Take Thou Authority?

Take Thou Authority? 2015-03-13T20:08:10-06:00

The issue of pedagogy, how to teach what is being taught, must permeate every course in the semianry curriculum. Otherwise the pastoral ministry will continue to become the adjunct magisterium for an impotent and declining church.

As seminaries and seminarians consider how to engage the real religious diversity of the Nones they face some pretty serious issues with communicating about both scripture and its authority to shape community life.

When I graduated from seminary in 1982 we had been given a relatively thorough grounding in classical Biblical criticism. We understood the importance of textual criticism, historical context, and form criticism (or more broadly literary criticism and the identification of genres.) And we understood that the authority of our interpretation of the text hinged on our engagement in classical Biblical criticism. This alone placed our teaching in the structures of authority of modern society.

Most of our congregations didn’t know much about exegesis, but classical Biblical criticism did fit with common sense understandings of language and communication honed through the modern period. It wasn’t difficult to convey to a lay people that they needed to make sure they had the right text, a good translation, an understanding of the  context, and could identify the form of communication being used. Examples from daily life abounded. And at its root the authority of the text depended on the simple proposition that God’s word through the Bible was comprehensible, and that when God spoke God’s words naturally had authority.

This meant that we should have been able to address the concerns of congregations shaped by literalist assumptions in relatively straightforward ways. We could show that we took the Bible seriously even if, and indeed because, we didn’t take it literally. And I believe that many of us did, if we could get over our reflexive engagement in the “culture wars.”

But already on our horizon (have moved steadily westward from their birthplace in Europe) were the ideas of Wittgenstein and Derrida and a host of others. Beginning (in my recollection with feminist theory) we were going to learn that language was not simply a tool for communicating ideas. It was a creator and sustainer of oppressive social structures, a game that obscured us from each other as much as it revealed us to each other. It could never be merely interpreted. It would need to be endlessly deconstructed. And God who came to us as Word was, by the very act of supposed revelation, obscured.

In this new world reading the Bible with an intent to hear God’s word couldn’t even begin without a mastery of complex linguistic analysis wrapped in even more complex forms of social analysis. Most importantly, the scholarly life into which the seminary hoped to draw a future pastor/theologian/teacher became almost completely alienated from commonsensical (if naive) understandings of language and interpretation.

For those to whom the Bible was a formative document, one that mediated their experience of Christ and was the center of their spiritual life, these new movements appeared dismissive and even antagonistic. And famously difficult to understand.

This doesn’t mean that congregations should not be challenged concerning their naive use of exclusive language, or fail to see how systems of oppression were unwittingly perpetuated by naive readings of the Bible.

But over the last 40 years this seismic shift in scholarly understandings of how language resides in our Christian congregations has radically changed the balance between the pastoral tasks of interpreting the Word of God and the pastoral task of interpreting the theories of interpretation of Biblical scholars. To even begin to introduce to laypeople the things being taught in a theological school takes a sustained and often daunting pedagogical effort.

And it must do this with real respect for Christians whose formative spiritual experience has been mediated by the Bible. Indeed, our theories of interpretation must account for that experience, and not simply imitate the latest fashions in linguistic and literary criticism.

And in any case the effort must be undertaken in the immediate context of financial crisis, congregational decline, and rapid demographic change. And, one might add, largely without the help of senior ecclesial and lay leaders whose theological education scarcely touched on linguistic analysis and critical theory. It must be undertaken when it is clear that growing congregations are listening and responding to preachers who have eschewed all such theory in favor of an appeal to straight forward commonsensical approaches to language and interpretation.

Of course it can be done. But it will require that pastors, the church leaders who oversee them, and the seminaries that train them understand that the most important challenges facing a pastor today are not just theological. They are pedagogical. They are not so much problems of interpreting God’s word as interpreting the act of interpreting God’s word to its readers in the pews.

The implications for our seminaries? The issue of pedagogy, how to teach what is being taught, must permeate every course in the curriculum. Otherwise the pastoral ministry will continue to become the adjunct magisterium for an impotent and declining church.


REQUIRED ACTION: Check every line of the entries for the string "nine" and return the ones that contain it.

MATERIAL PROVIDED:
<<<<
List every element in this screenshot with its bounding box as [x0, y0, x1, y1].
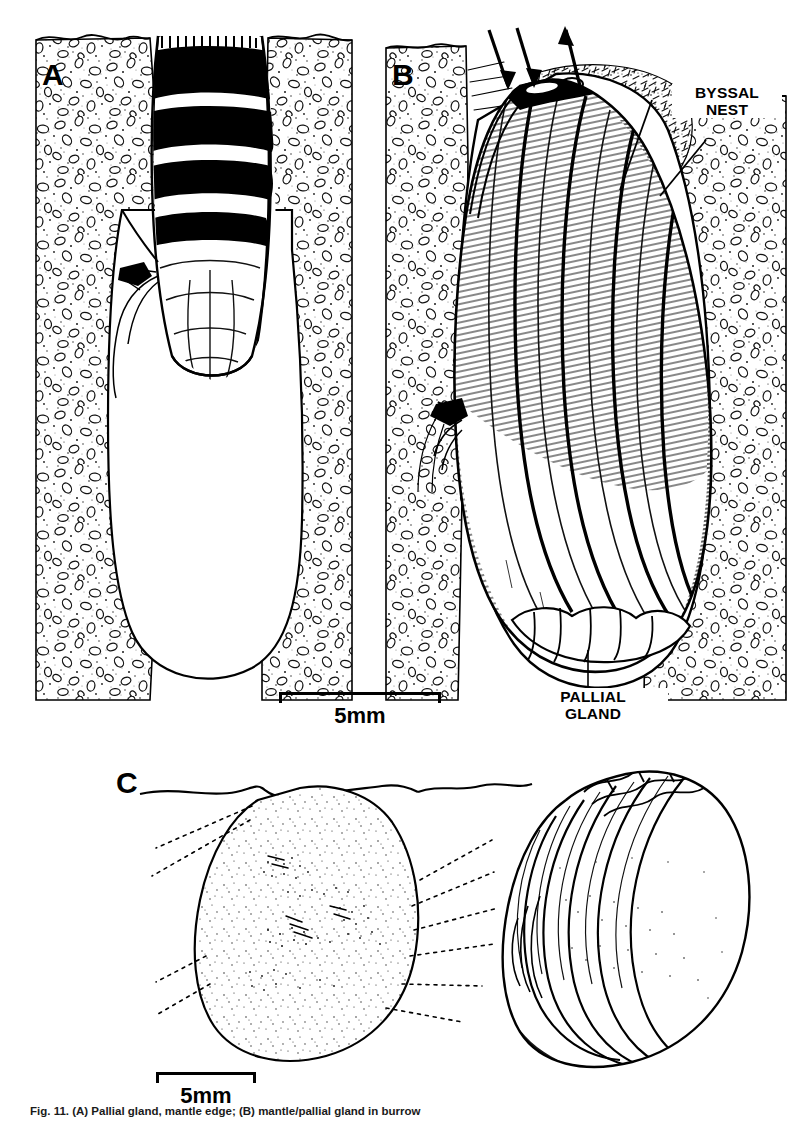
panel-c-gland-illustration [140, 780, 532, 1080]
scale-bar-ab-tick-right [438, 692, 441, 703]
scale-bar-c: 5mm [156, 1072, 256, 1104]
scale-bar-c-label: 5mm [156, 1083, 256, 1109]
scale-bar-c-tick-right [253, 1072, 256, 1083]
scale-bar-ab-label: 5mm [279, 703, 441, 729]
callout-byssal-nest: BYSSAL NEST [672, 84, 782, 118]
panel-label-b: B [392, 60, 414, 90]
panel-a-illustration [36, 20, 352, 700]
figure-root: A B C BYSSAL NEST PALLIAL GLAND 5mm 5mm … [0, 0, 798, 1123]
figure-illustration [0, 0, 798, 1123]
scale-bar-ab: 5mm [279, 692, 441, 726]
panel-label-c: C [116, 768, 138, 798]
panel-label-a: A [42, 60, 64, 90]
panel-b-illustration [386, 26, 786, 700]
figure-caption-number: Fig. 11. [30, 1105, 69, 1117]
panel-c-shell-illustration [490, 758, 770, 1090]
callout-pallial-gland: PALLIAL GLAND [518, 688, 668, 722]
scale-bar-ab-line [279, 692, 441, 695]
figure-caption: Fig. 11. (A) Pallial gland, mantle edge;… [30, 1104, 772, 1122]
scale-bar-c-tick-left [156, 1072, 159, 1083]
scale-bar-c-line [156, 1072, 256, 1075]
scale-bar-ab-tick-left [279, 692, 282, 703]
>>>>
<<<<
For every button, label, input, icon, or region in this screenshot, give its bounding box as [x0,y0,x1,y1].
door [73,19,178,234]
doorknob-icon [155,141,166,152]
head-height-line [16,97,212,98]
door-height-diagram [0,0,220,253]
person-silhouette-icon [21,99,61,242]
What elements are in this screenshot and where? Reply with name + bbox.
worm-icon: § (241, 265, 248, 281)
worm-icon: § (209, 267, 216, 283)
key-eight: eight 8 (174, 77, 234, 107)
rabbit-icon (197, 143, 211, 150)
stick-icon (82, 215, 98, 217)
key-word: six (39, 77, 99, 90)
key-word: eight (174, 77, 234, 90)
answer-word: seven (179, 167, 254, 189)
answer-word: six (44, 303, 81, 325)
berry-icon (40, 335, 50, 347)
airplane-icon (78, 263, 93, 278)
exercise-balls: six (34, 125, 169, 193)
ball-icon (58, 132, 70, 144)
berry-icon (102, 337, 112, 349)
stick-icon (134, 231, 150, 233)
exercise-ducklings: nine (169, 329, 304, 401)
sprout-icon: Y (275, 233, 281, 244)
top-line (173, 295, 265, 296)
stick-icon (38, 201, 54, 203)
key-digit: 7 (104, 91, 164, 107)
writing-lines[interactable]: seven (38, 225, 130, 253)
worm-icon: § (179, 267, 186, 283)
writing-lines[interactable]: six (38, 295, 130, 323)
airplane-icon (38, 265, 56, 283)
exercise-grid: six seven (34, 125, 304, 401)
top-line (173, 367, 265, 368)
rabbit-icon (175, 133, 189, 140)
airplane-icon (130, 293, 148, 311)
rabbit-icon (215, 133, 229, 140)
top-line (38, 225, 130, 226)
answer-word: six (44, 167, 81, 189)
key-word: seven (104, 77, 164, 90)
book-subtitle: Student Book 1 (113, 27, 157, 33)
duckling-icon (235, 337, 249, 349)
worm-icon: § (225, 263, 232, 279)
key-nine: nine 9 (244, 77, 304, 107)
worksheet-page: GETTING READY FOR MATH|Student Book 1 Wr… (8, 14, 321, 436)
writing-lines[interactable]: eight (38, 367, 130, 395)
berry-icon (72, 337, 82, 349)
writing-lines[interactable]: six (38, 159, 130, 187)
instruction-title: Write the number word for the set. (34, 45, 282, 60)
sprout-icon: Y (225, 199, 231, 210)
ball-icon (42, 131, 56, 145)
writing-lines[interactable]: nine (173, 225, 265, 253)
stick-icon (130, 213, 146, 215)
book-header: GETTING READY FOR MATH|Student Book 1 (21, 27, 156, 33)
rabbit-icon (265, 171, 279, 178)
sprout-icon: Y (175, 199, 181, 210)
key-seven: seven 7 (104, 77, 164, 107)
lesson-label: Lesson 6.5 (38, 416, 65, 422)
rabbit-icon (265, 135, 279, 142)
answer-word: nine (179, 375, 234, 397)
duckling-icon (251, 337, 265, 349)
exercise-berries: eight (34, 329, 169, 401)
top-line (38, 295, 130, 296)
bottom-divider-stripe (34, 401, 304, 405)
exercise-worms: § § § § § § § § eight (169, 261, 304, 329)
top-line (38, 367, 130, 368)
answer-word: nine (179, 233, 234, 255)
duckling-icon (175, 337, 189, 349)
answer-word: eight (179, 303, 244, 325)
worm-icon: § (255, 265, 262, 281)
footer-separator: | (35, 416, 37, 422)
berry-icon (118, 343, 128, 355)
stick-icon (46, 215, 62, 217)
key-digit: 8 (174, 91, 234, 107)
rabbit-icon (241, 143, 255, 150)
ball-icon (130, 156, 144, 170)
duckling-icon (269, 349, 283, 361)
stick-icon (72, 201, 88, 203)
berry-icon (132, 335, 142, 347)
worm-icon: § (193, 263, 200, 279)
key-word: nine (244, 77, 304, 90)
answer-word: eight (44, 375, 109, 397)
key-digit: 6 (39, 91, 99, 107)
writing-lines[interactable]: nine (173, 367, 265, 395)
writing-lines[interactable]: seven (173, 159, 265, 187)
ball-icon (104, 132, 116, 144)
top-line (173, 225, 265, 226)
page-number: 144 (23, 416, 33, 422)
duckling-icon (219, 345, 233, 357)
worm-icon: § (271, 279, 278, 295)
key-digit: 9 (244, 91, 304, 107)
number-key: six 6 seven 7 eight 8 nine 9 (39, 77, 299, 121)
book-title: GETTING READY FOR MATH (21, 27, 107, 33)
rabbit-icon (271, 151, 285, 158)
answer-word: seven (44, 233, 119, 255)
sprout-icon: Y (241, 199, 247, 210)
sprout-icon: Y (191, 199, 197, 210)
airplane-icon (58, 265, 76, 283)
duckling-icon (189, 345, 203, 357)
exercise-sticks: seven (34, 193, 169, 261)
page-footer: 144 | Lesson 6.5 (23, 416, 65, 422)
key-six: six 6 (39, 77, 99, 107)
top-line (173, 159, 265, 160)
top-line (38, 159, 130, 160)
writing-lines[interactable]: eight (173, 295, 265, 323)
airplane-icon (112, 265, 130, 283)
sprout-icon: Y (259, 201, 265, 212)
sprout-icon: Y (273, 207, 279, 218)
>>>>
EXERCISE ANSWER:
exercise-ducklings: nine (169, 329, 304, 401)
key-nine: nine 9 (244, 77, 304, 107)
writing-lines[interactable]: nine (173, 225, 265, 253)
answer-word: nine (179, 375, 234, 397)
answer-word: nine (179, 233, 234, 255)
key-word: nine (244, 77, 304, 90)
writing-lines[interactable]: nine (173, 367, 265, 395)
number-key: six 6 seven 7 eight 8 nine 9 (39, 77, 299, 121)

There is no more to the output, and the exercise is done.